The Mudcat Café TM
Thread #119475   Message #2731690
Posted By: GUEST,.gargoyle
26-Sep-09 - 06:24 AM
Thread Name: Lyr Req: Butter Churning Chants
Subject: RE: Lyr Req: Butter Churning Chants
Thank you Sakurai for pointing a direction.

Thank you Mr. Dixon - very interesting.

SOURCE: Opie, Iona and Peter editors, Oxford Dictionary of Nursury Rhymes Clarendon Press, Oxford, 1955 pp 107-108.

Come, Butter, come,
Come, butter, come;
Peter stands at the gate
Waiting for a butter cake.
Come, butter, come.

Although this centuries-old charm was still in superstitious use at the time, it was set to music in 1798 as a 'Bagatelle for Juvenile Amusement'. Indeed its supernatural aid has been consistently called upon through 400 years of Protestantism. Thomas Ady, writing in 1656, knew an old woman who said the butter would come straight away if it was repeated three times, ' for it was taught my Mother by a learned Church-man in Queen Maries days, when as Churchmen had more cunning and could teach people many a trick, that our Minister now a days know not.

A writer in Folk-Lore in 1878 said, 'I have often heard our cook repeating [this rhyme] over her churn when the butter was slow in forming'. Crofton says it was 'well known in Reddish Vale, on the border of Lancashire and Cheshire in 1880.'

Another writer, in 1936, heard it recited in Southern Indiana 'to the accompanying splash of the old-fashioned churn when the butter was slow in coming. It is indeed easy to believe that the pixies have got into the churn when the cream will not clot, although one has been steadily turning the handle for twice as long as usual.

The strange line 'Peter stands at the gate' is found in other charms, as in one for toothache beginning ' When Peter sat at Jerusalem's gate', and may be traced back to the old story of St. Peter, when our Lord relieved him of his troubles 'Ad portam Galylee iacebat Petrus. Enit dominus et interrogavit eum…. It may be compared with a Spanish charm ' Appollonia was at the gate of heave', and perhaps be traced back ultimately to the prayer of Seth the son of Adam at the gates of Paradise in the apocryphal Gospel of Nicodemus.

Footnoted from source: A Candle in the Dark, Thomas Ady, 1656 / Satan's Invisible World Discovered George Sinclair, 1685, probably quoting Ady / Christmas Box vol. iii, 1798 / JOH, 1842 / Northhamptonshire Words,

A.E. Baker, 1854,
"Churn butter, churn,
In a cow's horn;
I never see'd such butter,
Sin' I was born.
Peter's waiting at the gate', &c.

Also

' Churn, butter, churn.
Come butter, come,
A little good butter is better than none'

/ Folk-Lore, 1878 and 1936 / Lincolnshire Glossary, Mabel Peacock, 1889,

"Churn, butter, dash,
Cow's gone to the marsh,
Peter stands at the toll gate
Begging butter for his cake;
Come, butter, come!'

/ Crofton MS, 1901 ' Mother Goose's NR, L. E. Walter, 1924.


- TASK STATEMENT
Retype all of the records shown beneath this task, exactly as they stand.
:: GIVEN RECORDS ::
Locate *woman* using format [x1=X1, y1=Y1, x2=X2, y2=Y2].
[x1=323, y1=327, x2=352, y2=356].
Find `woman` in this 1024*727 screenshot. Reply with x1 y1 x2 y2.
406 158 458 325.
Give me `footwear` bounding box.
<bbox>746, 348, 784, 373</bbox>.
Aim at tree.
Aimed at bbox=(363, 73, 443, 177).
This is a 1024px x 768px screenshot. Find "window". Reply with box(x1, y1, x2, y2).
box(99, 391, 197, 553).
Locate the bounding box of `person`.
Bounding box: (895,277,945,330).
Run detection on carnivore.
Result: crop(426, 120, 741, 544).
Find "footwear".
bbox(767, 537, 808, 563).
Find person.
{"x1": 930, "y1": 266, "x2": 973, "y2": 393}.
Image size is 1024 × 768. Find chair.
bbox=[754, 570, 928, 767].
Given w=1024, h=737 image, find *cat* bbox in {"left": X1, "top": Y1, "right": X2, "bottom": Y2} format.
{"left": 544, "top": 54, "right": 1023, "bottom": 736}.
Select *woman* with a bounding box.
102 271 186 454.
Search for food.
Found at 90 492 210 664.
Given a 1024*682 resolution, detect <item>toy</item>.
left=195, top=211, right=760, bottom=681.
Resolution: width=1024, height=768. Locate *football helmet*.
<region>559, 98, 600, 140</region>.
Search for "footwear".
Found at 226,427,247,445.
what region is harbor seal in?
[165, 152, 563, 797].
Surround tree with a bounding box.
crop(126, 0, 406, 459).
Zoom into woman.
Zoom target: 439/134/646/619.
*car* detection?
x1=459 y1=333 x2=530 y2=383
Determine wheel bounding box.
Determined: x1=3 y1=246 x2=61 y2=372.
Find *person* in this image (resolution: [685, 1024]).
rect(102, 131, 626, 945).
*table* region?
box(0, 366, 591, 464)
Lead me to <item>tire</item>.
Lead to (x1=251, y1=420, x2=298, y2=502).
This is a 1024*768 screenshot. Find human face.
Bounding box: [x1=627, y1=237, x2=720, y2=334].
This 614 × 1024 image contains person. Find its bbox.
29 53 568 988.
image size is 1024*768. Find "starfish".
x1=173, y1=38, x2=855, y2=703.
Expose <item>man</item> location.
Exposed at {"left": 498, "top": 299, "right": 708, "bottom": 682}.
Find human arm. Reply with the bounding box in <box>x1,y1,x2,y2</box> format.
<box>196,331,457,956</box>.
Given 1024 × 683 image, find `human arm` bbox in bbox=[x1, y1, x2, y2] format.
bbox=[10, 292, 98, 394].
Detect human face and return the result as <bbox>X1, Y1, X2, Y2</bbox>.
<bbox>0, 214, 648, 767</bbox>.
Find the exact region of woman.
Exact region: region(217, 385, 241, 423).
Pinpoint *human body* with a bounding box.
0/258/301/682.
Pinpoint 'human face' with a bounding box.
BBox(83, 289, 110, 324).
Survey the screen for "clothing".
:::
- RESULT FOR THIS EXERCISE
Locate *woman* using format [x1=X1, y1=Y1, x2=X2, y2=Y2].
[x1=323, y1=327, x2=352, y2=356].
Find `woman` in this 1024*727 screenshot. Reply with x1 y1 x2 y2.
406 158 458 325.
Give me `footwear` bounding box.
<bbox>746, 348, 784, 373</bbox>.
Aim at tree.
Aimed at bbox=(363, 73, 443, 177).
This is a 1024px x 768px screenshot. Find "window". Reply with box(x1, y1, x2, y2).
box(99, 391, 197, 553).
Locate the bounding box of `person`.
Bounding box: (895,277,945,330).
Run detection on carnivore.
Result: crop(426, 120, 741, 544).
Find "footwear".
bbox(767, 537, 808, 563).
Find person.
{"x1": 930, "y1": 266, "x2": 973, "y2": 393}.
Image size is 1024 × 768. Find chair.
bbox=[754, 570, 928, 767].
Given w=1024, h=737 image, find *cat* bbox in {"left": X1, "top": Y1, "right": X2, "bottom": Y2} format.
{"left": 544, "top": 54, "right": 1023, "bottom": 736}.
Select *woman* with a bounding box.
102 271 186 454.
Search for food.
Found at 90 492 210 664.
Given a 1024*682 resolution, detect <item>toy</item>.
left=195, top=211, right=760, bottom=681.
Resolution: width=1024, height=768. Locate *football helmet*.
<region>559, 98, 600, 140</region>.
Search for "footwear".
Found at 226,427,247,445.
what region is harbor seal in?
[165, 152, 563, 797].
Surround tree with a bounding box.
crop(126, 0, 406, 459).
Zoom into woman.
Zoom target: 439/134/646/619.
*car* detection?
x1=459 y1=333 x2=530 y2=383
Determine wheel bounding box.
Determined: x1=3 y1=246 x2=61 y2=372.
Find *person* in this image (resolution: [685, 1024]).
rect(102, 131, 626, 945).
*table* region?
box(0, 366, 591, 464)
Lead me to <item>tire</item>.
Lead to (x1=251, y1=420, x2=298, y2=502).
This is a 1024*768 screenshot. Find human face.
Bounding box: [x1=627, y1=237, x2=720, y2=334].
This 614 × 1024 image contains person. Find its bbox.
29 53 568 988.
image size is 1024*768. Find "starfish".
x1=173, y1=38, x2=855, y2=703.
Expose <item>man</item> location.
Exposed at {"left": 498, "top": 299, "right": 708, "bottom": 682}.
Find human arm. Reply with the bounding box in <box>x1,y1,x2,y2</box> format.
<box>196,331,457,956</box>.
Given 1024 × 683 image, find `human arm` bbox in bbox=[x1, y1, x2, y2] format.
bbox=[10, 292, 98, 394].
Detect human face and return the result as <bbox>X1, Y1, X2, Y2</bbox>.
<bbox>0, 214, 648, 767</bbox>.
Find the exact region of woman.
Exact region: region(217, 385, 241, 423).
Pinpoint *human body* with a bounding box.
0/258/301/682.
Pinpoint 'human face' with a bounding box.
BBox(83, 289, 110, 324).
Survey the screen for "clothing".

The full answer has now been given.